Of all the gin mills on this planet, Humphrey Bogart got thrown out of this one in New York City in the 1950s.

You see, the owner Sherman Billingsley was “the man” of his times, the arbiter of who was in and who was out. His bar and restaurant, The Stork Club at 3 East 53rd Street, was the most prestigious nightclub in the city, frequented by celebrities, royals, sports figures, debutantes, and café society (except Bogey and a few other blacklisteds). Black tie (or military dress uniform) was standard wear, any night.  The bartender’s name was “Cookie.” Female patrons were given a small vial of “Stork Club” perfume and flowers. Also for the ladies, Sunday night was the balloon party; balloons would drop from the ceiling at a preset time filled with presents like folded $100 bills. If you needed a ride home, Sherman had a private car for use by preferred guests. Regular patrons received a case of champagne as a Christmas present every year. As he told his employees, “If you know them, they don’t belong in here.” There was a 14 karat gold chain at the entrance; if the doorman unclipped it for you, you were admitted.  Just don’t misbehave.
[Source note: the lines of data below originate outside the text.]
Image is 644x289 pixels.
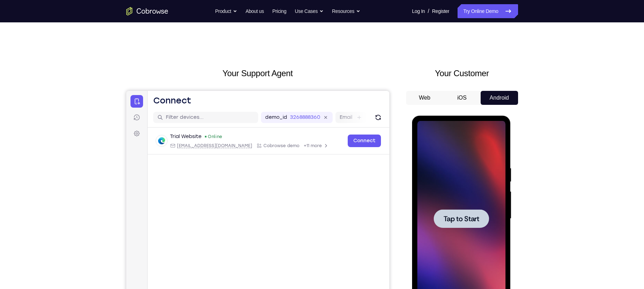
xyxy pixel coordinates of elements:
button: Tap to Start [22,94,77,112]
button: Android [481,91,518,105]
a: Go to the home page [126,7,168,15]
a: About us [245,4,264,18]
button: Use Cases [295,4,323,18]
h2: Your Customer [406,67,518,80]
h2: Your Support Agent [126,67,389,80]
button: Resources [332,4,360,18]
button: iOS [443,91,481,105]
a: Register [432,4,449,18]
span: / [428,7,429,15]
span: Tap to Start [31,100,67,107]
button: Product [215,4,237,18]
a: Try Online Demo [458,4,518,18]
a: Pricing [272,4,286,18]
button: Web [406,91,444,105]
a: Log In [412,4,425,18]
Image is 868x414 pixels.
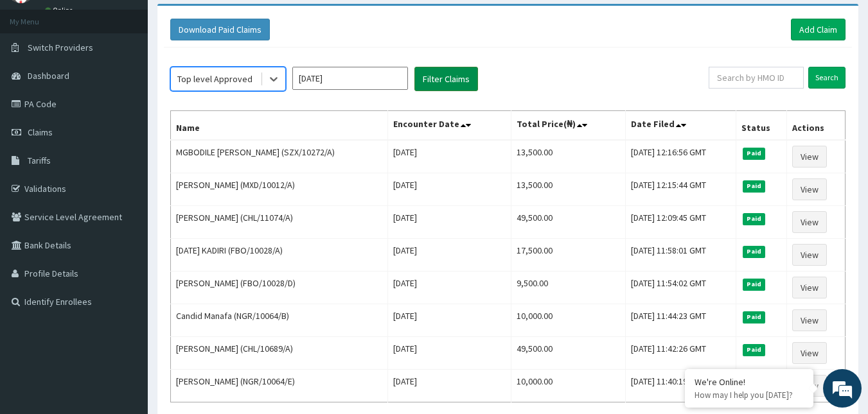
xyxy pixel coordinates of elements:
[625,140,736,174] td: [DATE] 12:16:56 GMT
[28,155,51,167] span: Tariffs
[171,174,388,206] td: [PERSON_NAME] (MXD/10012/A)
[786,111,845,140] th: Actions
[67,72,216,89] div: Chat with us now
[511,337,625,370] td: 49,500.00
[694,390,803,401] p: How may I help you today?
[28,70,69,82] span: Dashboard
[388,304,511,337] td: [DATE]
[388,272,511,304] td: [DATE]
[792,179,827,201] a: View
[742,279,766,290] span: Paid
[694,376,803,388] div: We're Online!
[388,337,511,370] td: [DATE]
[511,174,625,206] td: 13,500.00
[742,311,766,323] span: Paid
[388,111,511,140] th: Encounter Date
[170,18,269,40] button: Download Paid Claims
[388,206,511,239] td: [DATE]
[792,342,827,364] a: View
[28,42,93,53] span: Switch Providers
[625,111,736,140] th: Date Filed
[292,67,408,90] input: Select Month and Year
[808,67,845,89] input: Search
[792,244,827,266] a: View
[511,304,625,337] td: 10,000.00
[511,140,625,174] td: 13,500.00
[171,370,388,403] td: [PERSON_NAME] (NGR/10064/E)
[511,370,625,403] td: 10,000.00
[388,174,511,206] td: [DATE]
[171,337,388,370] td: [PERSON_NAME] (CHL/10689/A)
[388,370,511,403] td: [DATE]
[792,276,827,298] a: View
[171,272,388,304] td: [PERSON_NAME] (FBO/10028/D)
[792,146,827,167] a: View
[171,111,388,140] th: Name
[211,6,242,38] div: Minimize live chat window
[625,206,736,239] td: [DATE] 12:09:45 GMT
[171,239,388,272] td: [DATE] KADIRI (FBO/10028/A)
[735,111,786,140] th: Status
[792,310,827,331] a: View
[625,370,736,403] td: [DATE] 11:40:19 GMT
[6,276,245,322] textarea: Type your message and hit 'Enter'
[74,125,177,254] span: We're online!
[177,72,252,85] div: Top level Approved
[742,344,766,356] span: Paid
[742,147,766,160] span: Paid
[791,18,845,40] a: Add Claim
[45,6,76,15] a: Online
[625,174,736,206] td: [DATE] 12:15:44 GMT
[171,140,388,174] td: MGBODILE [PERSON_NAME] (SZX/10272/A)
[388,140,511,174] td: [DATE]
[511,272,625,304] td: 9,500.00
[511,111,625,140] th: Total Price(₦)
[742,246,766,257] span: Paid
[742,213,766,225] span: Paid
[792,211,827,233] a: View
[24,65,52,96] img: d_794563401_company_1708531726252_794563401
[742,180,766,192] span: Paid
[625,337,736,370] td: [DATE] 11:42:26 GMT
[625,239,736,272] td: [DATE] 11:58:01 GMT
[414,67,478,91] button: Filter Claims
[511,239,625,272] td: 17,500.00
[388,239,511,272] td: [DATE]
[625,304,736,337] td: [DATE] 11:44:23 GMT
[171,206,388,239] td: [PERSON_NAME] (CHL/11074/A)
[708,67,803,89] input: Search by HMO ID
[511,206,625,239] td: 49,500.00
[171,304,388,337] td: Candid Manafa (NGR/10064/B)
[28,126,52,138] span: Claims
[625,272,736,304] td: [DATE] 11:54:02 GMT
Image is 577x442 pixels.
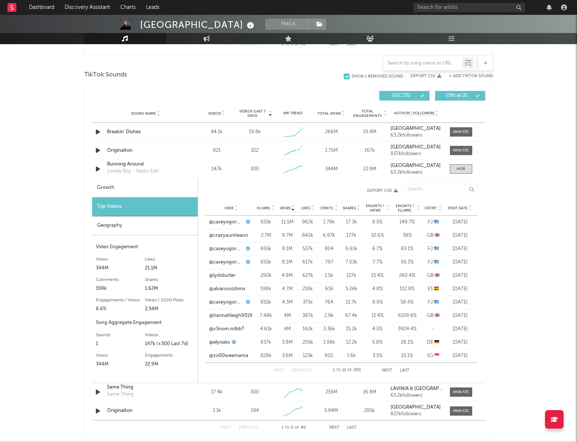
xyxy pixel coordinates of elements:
[364,232,390,240] div: 10.6 %
[342,299,361,306] div: 11.7k
[299,299,316,306] div: 371k
[279,272,296,280] div: 4.9M
[257,246,275,253] div: 655k
[224,206,233,211] span: User
[400,369,409,373] button: Last
[285,426,289,430] span: to
[209,353,248,360] a: @zo00weemama
[279,246,296,253] div: 8.1M
[107,161,185,168] div: Running Around
[107,384,185,392] a: Same Thing
[84,71,127,80] span: TikTok Sounds
[424,286,442,293] div: ES
[413,3,525,12] input: Search for artists
[446,353,474,360] div: [DATE]
[209,219,244,226] a: @caseyogorman
[342,219,361,226] div: 17.3k
[96,360,145,369] div: 344M
[314,166,348,173] div: 344M
[279,299,296,306] div: 4.3M
[364,219,390,226] div: 8.5 %
[299,353,316,360] div: 123k
[320,339,338,347] div: 1.98k
[209,326,244,333] a: @v3nom.mlbb7
[320,219,338,226] div: 1.78k
[107,147,185,155] a: Originalton
[209,286,246,293] a: @alvaroruizbmx
[279,259,296,266] div: 8.1M
[140,19,256,31] div: [GEOGRAPHIC_DATA]
[351,74,403,79] div: Show 1 Removed Sound
[342,232,361,240] div: 177k
[257,206,271,211] span: Fllwrs.
[336,369,341,372] span: to
[209,259,244,266] a: @caseyogorman
[390,170,442,175] div: 63.2k followers
[384,94,418,98] span: UGC ( 35 )
[107,129,185,136] div: Breakin' Dishes
[96,296,145,305] div: Engagements / Views
[96,319,194,328] div: Song Aggregate Engagement
[239,42,259,46] button: Previous
[424,259,442,266] div: FJ
[424,206,438,211] span: Cntry.
[200,408,234,415] div: 3.1k
[209,246,244,253] a: @caseyogorman
[209,232,248,240] a: @crazyauntieann
[96,351,145,360] div: Views
[329,426,340,430] button: Next
[295,43,299,46] span: of
[299,272,316,280] div: 627k
[96,285,145,293] div: 198k
[96,331,145,340] div: Sounds
[394,272,420,280] div: 260.4 %
[424,272,442,280] div: GB
[200,147,234,155] div: 921
[424,299,442,306] div: FJ
[317,111,341,116] span: Total Views
[279,339,296,347] div: 3.8M
[320,206,334,211] span: Cmnts.
[364,272,390,280] div: 15.4 %
[342,246,361,253] div: 6.61k
[424,232,442,240] div: GB
[299,339,316,347] div: 205k
[435,91,485,101] button: Official(5)
[403,184,478,195] input: Search...
[434,220,439,225] span: 🇫🇯
[390,387,464,392] strong: LAVINIA & [GEOGRAPHIC_DATA]
[257,299,275,306] div: 655k
[424,339,442,347] div: DE
[257,219,275,226] div: 655k
[295,426,299,430] span: of
[446,246,474,253] div: [DATE]
[394,259,420,266] div: 95.3 %
[131,111,156,116] span: Sound Name
[446,326,474,333] div: [DATE]
[434,260,439,265] span: 🇫🇯
[145,276,194,285] div: Shares
[320,286,338,293] div: 616
[265,19,312,30] button: Track
[145,285,194,293] div: 1.62M
[200,389,234,396] div: 17.4k
[314,389,348,396] div: 255M
[273,40,314,49] div: 1 5 80
[394,204,416,213] span: Engmts / Fllwrs.
[320,232,338,240] div: 6.97k
[250,389,259,396] div: 300
[390,145,441,150] strong: [GEOGRAPHIC_DATA]
[364,312,390,320] div: 11.4 %
[107,391,134,399] div: Same Thing
[352,109,382,118] span: Total Engagements
[342,326,361,333] div: 15.2k
[343,206,356,211] span: Shares
[434,247,439,252] span: 🇫🇯
[320,259,338,266] div: 797
[257,353,275,360] div: 828k
[320,312,338,320] div: 2.9k
[446,259,474,266] div: [DATE]
[320,353,338,360] div: 802
[382,369,392,373] button: Next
If there hadn’t been a Stork Club in the 1950s, you would be reading something else right now. Because that is where my Mom met my Dad sometime around 1954.

My Dad and Mom had interesting paths to that gold chain. Since Dad wasn’t high-born, he had to get there the hard way.

TALE OF TWO IMMIGRANTS

In the mid-1950s, Michele Rousseau was a beautiful, elegant girl working at Wally Findlay Galleries on East 57th Street. She was barely 20 when she was dragged out yet again one night to the Stork Club on East 53rd Street by her extroverted mother. There she met a handsome man in a uniform and her life would be changed forever as she would soon become wife no. 2.

I know more about Michele than any other wife for one simple reason. She was my Mom.

Like my Dad’s family, she was part of a family of immigrants. On both sides, my grandparents were foreign-born and had deep ties to the Old World. But on just about every other social, economic, or cultural basis, there the similarities ended. Whereas my Grandfather Mikas Arlauskas made the arduous sea voyage literally in steerage class in 1914 from Europe to New York, my Grandmother Marguerite Alain did the trip in first class in the other direction some ten years later to be married off to her fiancé Paul Rousseau in Paris.

Later on in 1948, my Mom arrived in New York, probably in her stepfather’s Cadillac, the hood hot from plying the New York State Thruway from Montréal.